▶ _YOUR ASSIGNMENT_:
Working from the records beneath this line, reproduce each one exactly.

▶ _STUDY MATERIAL_:
════════

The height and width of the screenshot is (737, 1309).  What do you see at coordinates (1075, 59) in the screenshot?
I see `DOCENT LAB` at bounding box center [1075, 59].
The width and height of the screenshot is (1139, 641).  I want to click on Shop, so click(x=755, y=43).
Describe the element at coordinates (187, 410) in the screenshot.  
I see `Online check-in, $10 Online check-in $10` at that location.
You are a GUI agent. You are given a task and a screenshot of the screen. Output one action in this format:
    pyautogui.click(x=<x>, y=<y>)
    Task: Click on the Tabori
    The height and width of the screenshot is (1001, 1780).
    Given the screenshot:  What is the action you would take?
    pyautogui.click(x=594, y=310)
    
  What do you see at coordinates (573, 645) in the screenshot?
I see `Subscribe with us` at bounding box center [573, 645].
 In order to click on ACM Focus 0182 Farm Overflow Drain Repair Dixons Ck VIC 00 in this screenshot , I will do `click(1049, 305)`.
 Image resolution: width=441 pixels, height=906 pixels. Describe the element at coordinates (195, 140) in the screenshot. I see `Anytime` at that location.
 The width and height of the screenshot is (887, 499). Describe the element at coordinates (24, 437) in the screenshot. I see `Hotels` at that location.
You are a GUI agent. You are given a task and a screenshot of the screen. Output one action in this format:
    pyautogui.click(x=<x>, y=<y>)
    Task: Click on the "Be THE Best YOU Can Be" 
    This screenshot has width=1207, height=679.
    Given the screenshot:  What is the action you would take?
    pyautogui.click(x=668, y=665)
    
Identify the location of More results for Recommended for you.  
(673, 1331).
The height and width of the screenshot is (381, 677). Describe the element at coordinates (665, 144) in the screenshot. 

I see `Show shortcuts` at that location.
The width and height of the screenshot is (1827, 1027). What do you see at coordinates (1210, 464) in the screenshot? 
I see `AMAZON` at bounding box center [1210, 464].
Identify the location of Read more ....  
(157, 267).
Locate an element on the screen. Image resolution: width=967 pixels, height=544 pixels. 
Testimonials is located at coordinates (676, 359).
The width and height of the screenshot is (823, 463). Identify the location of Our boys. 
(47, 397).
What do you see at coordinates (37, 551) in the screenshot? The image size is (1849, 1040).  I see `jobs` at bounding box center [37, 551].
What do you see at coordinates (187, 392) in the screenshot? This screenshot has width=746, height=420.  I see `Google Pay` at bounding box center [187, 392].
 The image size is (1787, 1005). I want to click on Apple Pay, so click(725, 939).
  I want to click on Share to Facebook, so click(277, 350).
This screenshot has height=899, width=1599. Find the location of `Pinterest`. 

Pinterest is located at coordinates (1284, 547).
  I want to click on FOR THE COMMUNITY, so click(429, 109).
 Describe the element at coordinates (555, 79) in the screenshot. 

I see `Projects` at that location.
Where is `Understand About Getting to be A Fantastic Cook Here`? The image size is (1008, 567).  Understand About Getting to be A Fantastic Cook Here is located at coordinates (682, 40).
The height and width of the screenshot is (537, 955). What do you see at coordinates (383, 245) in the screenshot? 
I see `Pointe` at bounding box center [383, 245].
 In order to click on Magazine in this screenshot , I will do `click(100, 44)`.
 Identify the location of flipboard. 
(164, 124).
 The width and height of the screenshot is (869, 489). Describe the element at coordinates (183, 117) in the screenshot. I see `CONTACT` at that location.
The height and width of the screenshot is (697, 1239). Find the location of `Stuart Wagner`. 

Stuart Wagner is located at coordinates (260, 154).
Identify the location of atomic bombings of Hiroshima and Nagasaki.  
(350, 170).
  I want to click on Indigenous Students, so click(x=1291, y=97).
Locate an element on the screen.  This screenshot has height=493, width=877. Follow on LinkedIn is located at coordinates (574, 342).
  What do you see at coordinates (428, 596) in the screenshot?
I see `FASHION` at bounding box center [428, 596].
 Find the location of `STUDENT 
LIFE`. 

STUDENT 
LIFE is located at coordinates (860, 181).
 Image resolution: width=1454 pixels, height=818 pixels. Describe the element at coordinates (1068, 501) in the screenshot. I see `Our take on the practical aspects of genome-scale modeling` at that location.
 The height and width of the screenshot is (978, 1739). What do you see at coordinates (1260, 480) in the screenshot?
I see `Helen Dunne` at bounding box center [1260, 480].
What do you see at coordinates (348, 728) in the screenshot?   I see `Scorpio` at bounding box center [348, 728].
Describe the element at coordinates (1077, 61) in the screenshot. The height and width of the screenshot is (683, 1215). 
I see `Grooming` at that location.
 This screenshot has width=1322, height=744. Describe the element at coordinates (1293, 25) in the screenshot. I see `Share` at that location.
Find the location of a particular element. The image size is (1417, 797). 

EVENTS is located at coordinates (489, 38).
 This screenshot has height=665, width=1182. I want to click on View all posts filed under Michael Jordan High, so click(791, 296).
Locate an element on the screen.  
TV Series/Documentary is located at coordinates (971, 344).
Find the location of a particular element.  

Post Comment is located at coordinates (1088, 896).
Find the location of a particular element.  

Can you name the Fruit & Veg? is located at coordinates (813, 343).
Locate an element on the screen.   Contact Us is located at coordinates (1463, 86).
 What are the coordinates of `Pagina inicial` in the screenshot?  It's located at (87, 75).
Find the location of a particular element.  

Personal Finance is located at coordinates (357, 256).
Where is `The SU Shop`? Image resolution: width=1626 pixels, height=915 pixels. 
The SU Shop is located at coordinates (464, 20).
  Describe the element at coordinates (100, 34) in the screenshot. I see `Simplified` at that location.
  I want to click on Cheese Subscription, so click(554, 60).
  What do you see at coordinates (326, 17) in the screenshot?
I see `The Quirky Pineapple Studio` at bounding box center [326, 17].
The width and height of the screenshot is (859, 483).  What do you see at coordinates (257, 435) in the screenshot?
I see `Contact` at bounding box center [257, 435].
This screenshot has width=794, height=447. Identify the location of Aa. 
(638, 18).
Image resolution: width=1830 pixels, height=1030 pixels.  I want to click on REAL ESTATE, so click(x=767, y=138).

════════

▶ _EXERCISE OUTPUT_:
The height and width of the screenshot is (737, 1309).  What do you see at coordinates (1075, 59) in the screenshot?
I see `DOCENT LAB` at bounding box center [1075, 59].
The width and height of the screenshot is (1139, 641).  I want to click on Shop, so click(x=755, y=43).
Describe the element at coordinates (187, 410) in the screenshot.  
I see `Online check-in, $10 Online check-in $10` at that location.
You are a GUI agent. You are given a task and a screenshot of the screen. Output one action in this format:
    pyautogui.click(x=<x>, y=<y>)
    Task: Click on the Tabori
    The height and width of the screenshot is (1001, 1780).
    Given the screenshot:  What is the action you would take?
    pyautogui.click(x=594, y=310)
    
  What do you see at coordinates (573, 645) in the screenshot?
I see `Subscribe with us` at bounding box center [573, 645].
 In order to click on ACM Focus 0182 Farm Overflow Drain Repair Dixons Ck VIC 00 in this screenshot , I will do `click(1049, 305)`.
 Image resolution: width=441 pixels, height=906 pixels. Describe the element at coordinates (195, 140) in the screenshot. I see `Anytime` at that location.
 The width and height of the screenshot is (887, 499). Describe the element at coordinates (24, 437) in the screenshot. I see `Hotels` at that location.
You are a GUI agent. You are given a task and a screenshot of the screen. Output one action in this format:
    pyautogui.click(x=<x>, y=<y>)
    Task: Click on the "Be THE Best YOU Can Be" 
    This screenshot has width=1207, height=679.
    Given the screenshot:  What is the action you would take?
    pyautogui.click(x=668, y=665)
    
Identify the location of More results for Recommended for you.  
(673, 1331).
The height and width of the screenshot is (381, 677). Describe the element at coordinates (665, 144) in the screenshot. 

I see `Show shortcuts` at that location.
The width and height of the screenshot is (1827, 1027). What do you see at coordinates (1210, 464) in the screenshot? 
I see `AMAZON` at bounding box center [1210, 464].
Identify the location of Read more ....  
(157, 267).
Locate an element on the screen. Image resolution: width=967 pixels, height=544 pixels. 
Testimonials is located at coordinates (676, 359).
The width and height of the screenshot is (823, 463). Identify the location of Our boys. 
(47, 397).
What do you see at coordinates (37, 551) in the screenshot? The image size is (1849, 1040).  I see `jobs` at bounding box center [37, 551].
What do you see at coordinates (187, 392) in the screenshot? This screenshot has width=746, height=420.  I see `Google Pay` at bounding box center [187, 392].
 The image size is (1787, 1005). I want to click on Apple Pay, so click(725, 939).
  I want to click on Share to Facebook, so click(277, 350).
This screenshot has height=899, width=1599. Find the location of `Pinterest`. 

Pinterest is located at coordinates (1284, 547).
  I want to click on FOR THE COMMUNITY, so click(429, 109).
 Describe the element at coordinates (555, 79) in the screenshot. 

I see `Projects` at that location.
Where is `Understand About Getting to be A Fantastic Cook Here`? The image size is (1008, 567).  Understand About Getting to be A Fantastic Cook Here is located at coordinates (682, 40).
The height and width of the screenshot is (537, 955). What do you see at coordinates (383, 245) in the screenshot? 
I see `Pointe` at bounding box center [383, 245].
 In order to click on Magazine in this screenshot , I will do `click(100, 44)`.
 Identify the location of flipboard. 
(164, 124).
 The width and height of the screenshot is (869, 489). Describe the element at coordinates (183, 117) in the screenshot. I see `CONTACT` at that location.
The height and width of the screenshot is (697, 1239). Find the location of `Stuart Wagner`. 

Stuart Wagner is located at coordinates (260, 154).
Identify the location of atomic bombings of Hiroshima and Nagasaki.  
(350, 170).
  I want to click on Indigenous Students, so click(x=1291, y=97).
Locate an element on the screen.  This screenshot has height=493, width=877. Follow on LinkedIn is located at coordinates (574, 342).
  What do you see at coordinates (428, 596) in the screenshot?
I see `FASHION` at bounding box center [428, 596].
 Find the location of `STUDENT 
LIFE`. 

STUDENT 
LIFE is located at coordinates (860, 181).
 Image resolution: width=1454 pixels, height=818 pixels. Describe the element at coordinates (1068, 501) in the screenshot. I see `Our take on the practical aspects of genome-scale modeling` at that location.
 The height and width of the screenshot is (978, 1739). What do you see at coordinates (1260, 480) in the screenshot?
I see `Helen Dunne` at bounding box center [1260, 480].
What do you see at coordinates (348, 728) in the screenshot?   I see `Scorpio` at bounding box center [348, 728].
Describe the element at coordinates (1077, 61) in the screenshot. The height and width of the screenshot is (683, 1215). 
I see `Grooming` at that location.
 This screenshot has width=1322, height=744. Describe the element at coordinates (1293, 25) in the screenshot. I see `Share` at that location.
Find the location of a particular element. The image size is (1417, 797). 

EVENTS is located at coordinates (489, 38).
 This screenshot has height=665, width=1182. I want to click on View all posts filed under Michael Jordan High, so click(791, 296).
Locate an element on the screen.  
TV Series/Documentary is located at coordinates (971, 344).
Find the location of a particular element.  

Post Comment is located at coordinates (1088, 896).
Find the location of a particular element.  

Can you name the Fruit & Veg? is located at coordinates (813, 343).
Locate an element on the screen.   Contact Us is located at coordinates (1463, 86).
 What are the coordinates of `Pagina inicial` in the screenshot?  It's located at (87, 75).
Find the location of a particular element.  

Personal Finance is located at coordinates (357, 256).
Where is `The SU Shop`? Image resolution: width=1626 pixels, height=915 pixels. 
The SU Shop is located at coordinates (464, 20).
  Describe the element at coordinates (100, 34) in the screenshot. I see `Simplified` at that location.
  I want to click on Cheese Subscription, so click(554, 60).
  What do you see at coordinates (326, 17) in the screenshot?
I see `The Quirky Pineapple Studio` at bounding box center [326, 17].
The width and height of the screenshot is (859, 483).  What do you see at coordinates (257, 435) in the screenshot?
I see `Contact` at bounding box center [257, 435].
This screenshot has width=794, height=447. Identify the location of Aa. 
(638, 18).
Image resolution: width=1830 pixels, height=1030 pixels.  I want to click on REAL ESTATE, so click(x=767, y=138).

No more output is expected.